I have said, that there is one branch of religious enthusiasm, which is purely an effect of nature; whereas, the part I mean to handle, is wholly an effect of art, which, however, is inclined to work upon certain natures and constitutions, more than others. Besides, there is many an operation, which, in its original, was purely an artifice, but through a long succession of ages, has grown to be natural. Hippocrates tells us, that among our ancestors, the Scythians, there was a nation called Long-heads; which at first began[1], by a custom among midwives and nurses, of moulding, and squeezing, and bracing up the heads of infants; by which means, nature, shut out at one passage, was forced to seek another, and, finding room above, shot upwards in the form of a sugar-loaf: and being diverted that way for some generations, at last found it out of herself, needing no assistance from the nurse's hand. This was the original of the Scythian long-heads, and thus did custom, from being a second nature, proceed to be a first. To all which, there is something very analogous among us of this nation, who are the undoubted posterity of that refined people.

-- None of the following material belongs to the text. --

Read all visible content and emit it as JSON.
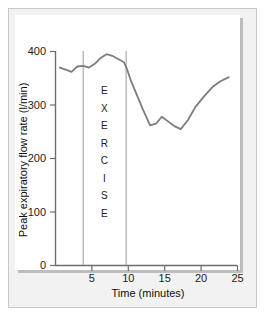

For, in the age of our fathers, there arose a generation of men in this island, called round-heads[2]; whose

  1. Which at first began, &c. as, 'which,' refers here to the word, 'nation,' in the preceding part of the sentence, this does not make sense: it should be thus 'there was a nation called 'Long-heads', which name took its rise from a custom among 'midwives,' &c.
  2. The fanaticks in the time of Charles I, ignorantly applying the text, 'Ye know that it is a shame for men to have long hair,' cut their's very short. It is said, that the queen once seeing Pym, a celebrated patriot, thus cropped, inquired who that round-headed man was, and that from this incident the distinction became general, and the party were called round-heads.